In a 1998 documentary, Mark Linkous holds up an old hollow-body guitar. “This one...do you want to smell it?” he asks his interviewer, who’s standing somewhere behind the camera. “It smells so good.” She obliges, and asks what the smell is. “Just that old wood, old lady smell,” Linkous says in his slight drawl. “It belonged to an old lady who played it in church, that’s how I got this one. It’s 1960.”
The house they’re in is over a hundred years older, built in 1860 or 1840, Linkous isn’t sure. He’s living in Andersonville, Virginia, at this point, in an old farmhouse with his wife Teresa and a few dogs who scamper in and out of the frame. He’s got a recording studio he calls Static King set up in one of the rooms, insulated enough from the rest of the house that he can spend hours experimenting in there without Teresa hearing him. The camera pans across the studio. It’s a mess—gnarls of cables crisscrossing over old amplifiers, old tape decks, tiny Casio keyboards from the ’80s, scratched guitars stood up in the corner. It looks less like a recording studio and more like a patch of woods in the Virginia green outside, where vines dangle from trees and the grass bustles with insects.
Good Morning Spider, the 1998 album Linkous recorded in this 19th-century house, teems with a similar life. Its songs bleed in and out of each other: an organ drone ends one track and begins another; a strand of tape hiss winds through the work. You can hear machines starting up and stopping again, fingers squeaking across the frets of an acoustic guitar. Linkous had a tendency to sing close enough to the microphone that you could hear the spittle crackling off his teeth, like he’s whispering in your ear or through a tin can strung up with twine.
Linkous recorded the album, the story goes, after dying for the first time. He was opening for Radiohead on tour in England and after taking too much Valium, or alcohol, or heroin (he doesn’t remember and the story changes), he passed out in a London hotel room with his legs pinned underneath him. The potassium build-up stopped his heart once paramedics straightened his legs out, and he died for a minute or three; at the hospital, his tour manager was led to the grieving room where doctors would deliver bad news. But there was none, and Linkous got to live again. He even got to keep his legs, despite what the doctors told him when he woke up.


> **EXERCISE**
From the entries, return every line where the string "button" shows up.

> **AVAILABLE DATA**
-- Opening Marker --
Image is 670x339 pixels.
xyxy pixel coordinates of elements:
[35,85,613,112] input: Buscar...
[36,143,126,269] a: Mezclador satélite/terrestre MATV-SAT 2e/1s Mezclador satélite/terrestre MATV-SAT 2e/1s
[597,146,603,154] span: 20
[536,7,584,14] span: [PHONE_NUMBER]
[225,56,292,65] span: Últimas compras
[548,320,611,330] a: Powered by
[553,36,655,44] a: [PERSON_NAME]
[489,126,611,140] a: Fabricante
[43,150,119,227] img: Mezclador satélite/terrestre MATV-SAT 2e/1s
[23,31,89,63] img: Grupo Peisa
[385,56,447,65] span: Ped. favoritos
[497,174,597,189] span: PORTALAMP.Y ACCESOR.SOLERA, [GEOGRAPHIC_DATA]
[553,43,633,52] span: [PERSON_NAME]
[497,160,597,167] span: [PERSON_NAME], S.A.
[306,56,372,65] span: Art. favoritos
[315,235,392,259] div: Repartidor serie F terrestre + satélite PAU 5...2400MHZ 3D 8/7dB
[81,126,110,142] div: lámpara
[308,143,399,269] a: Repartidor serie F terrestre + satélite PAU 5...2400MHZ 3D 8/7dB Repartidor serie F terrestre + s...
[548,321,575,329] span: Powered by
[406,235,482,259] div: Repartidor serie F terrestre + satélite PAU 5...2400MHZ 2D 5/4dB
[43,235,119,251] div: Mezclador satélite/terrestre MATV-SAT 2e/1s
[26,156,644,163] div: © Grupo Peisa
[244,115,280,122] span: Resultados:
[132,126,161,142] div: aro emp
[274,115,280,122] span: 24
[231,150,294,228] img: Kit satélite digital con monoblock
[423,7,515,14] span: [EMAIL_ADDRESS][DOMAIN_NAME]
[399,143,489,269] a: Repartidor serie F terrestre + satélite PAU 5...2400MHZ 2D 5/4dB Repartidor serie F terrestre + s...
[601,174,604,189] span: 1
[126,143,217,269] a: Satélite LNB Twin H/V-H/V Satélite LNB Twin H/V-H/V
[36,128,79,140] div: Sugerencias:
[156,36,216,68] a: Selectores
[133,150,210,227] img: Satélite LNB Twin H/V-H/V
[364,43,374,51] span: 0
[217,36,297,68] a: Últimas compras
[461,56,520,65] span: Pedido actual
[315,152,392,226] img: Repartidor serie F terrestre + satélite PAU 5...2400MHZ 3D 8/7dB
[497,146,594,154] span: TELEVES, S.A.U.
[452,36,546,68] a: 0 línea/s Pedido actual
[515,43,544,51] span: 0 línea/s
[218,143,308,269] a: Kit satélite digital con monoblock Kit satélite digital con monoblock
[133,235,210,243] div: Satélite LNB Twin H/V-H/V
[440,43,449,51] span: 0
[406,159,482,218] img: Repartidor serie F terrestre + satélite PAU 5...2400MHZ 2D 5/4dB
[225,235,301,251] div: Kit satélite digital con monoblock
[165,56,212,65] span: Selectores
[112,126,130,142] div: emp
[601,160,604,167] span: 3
-- Closing Marker --
-- Opening Marker --
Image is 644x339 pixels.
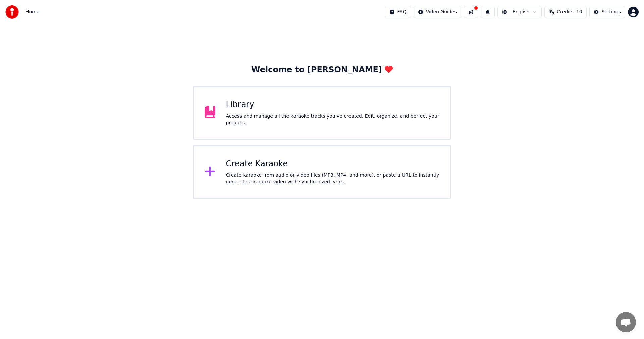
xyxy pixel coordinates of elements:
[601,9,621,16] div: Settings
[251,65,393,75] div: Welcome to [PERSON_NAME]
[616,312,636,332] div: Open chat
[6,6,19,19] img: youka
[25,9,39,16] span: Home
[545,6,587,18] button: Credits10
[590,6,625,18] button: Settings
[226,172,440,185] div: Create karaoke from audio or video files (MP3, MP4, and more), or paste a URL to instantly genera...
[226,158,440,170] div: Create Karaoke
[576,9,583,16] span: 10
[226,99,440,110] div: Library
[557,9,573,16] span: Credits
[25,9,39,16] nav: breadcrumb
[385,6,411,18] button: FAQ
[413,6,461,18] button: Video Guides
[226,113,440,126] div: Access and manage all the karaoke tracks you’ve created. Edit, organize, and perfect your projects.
-- Closing Marker --
-- Opening Marker --
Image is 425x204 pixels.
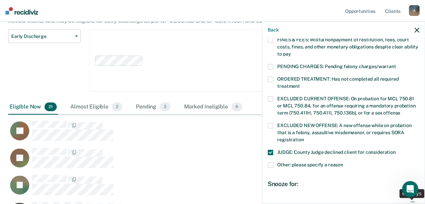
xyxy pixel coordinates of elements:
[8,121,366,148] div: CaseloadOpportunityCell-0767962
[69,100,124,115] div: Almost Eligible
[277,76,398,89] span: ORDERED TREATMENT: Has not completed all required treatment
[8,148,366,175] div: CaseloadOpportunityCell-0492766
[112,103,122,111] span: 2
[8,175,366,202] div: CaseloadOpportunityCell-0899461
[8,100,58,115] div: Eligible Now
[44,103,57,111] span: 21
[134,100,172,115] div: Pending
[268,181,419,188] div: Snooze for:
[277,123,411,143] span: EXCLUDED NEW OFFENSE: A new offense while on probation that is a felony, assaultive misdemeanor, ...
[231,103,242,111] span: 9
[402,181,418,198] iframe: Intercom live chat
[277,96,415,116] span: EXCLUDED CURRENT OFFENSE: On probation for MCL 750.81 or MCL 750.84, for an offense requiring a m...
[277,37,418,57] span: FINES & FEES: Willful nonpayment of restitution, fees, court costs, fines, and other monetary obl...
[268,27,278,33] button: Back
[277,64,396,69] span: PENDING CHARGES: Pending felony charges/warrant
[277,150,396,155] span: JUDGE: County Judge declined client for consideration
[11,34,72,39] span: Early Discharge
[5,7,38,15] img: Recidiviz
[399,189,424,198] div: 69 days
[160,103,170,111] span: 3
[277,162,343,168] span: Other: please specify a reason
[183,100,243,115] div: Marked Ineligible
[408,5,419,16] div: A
-- Closing Marker --
> **OUTPUT**
[545,6,587,18] button: Credits10
[590,6,625,18] button: Settings
[385,6,411,18] button: FAQ
[413,6,461,18] button: Video Guides
[268,27,278,33] button: Back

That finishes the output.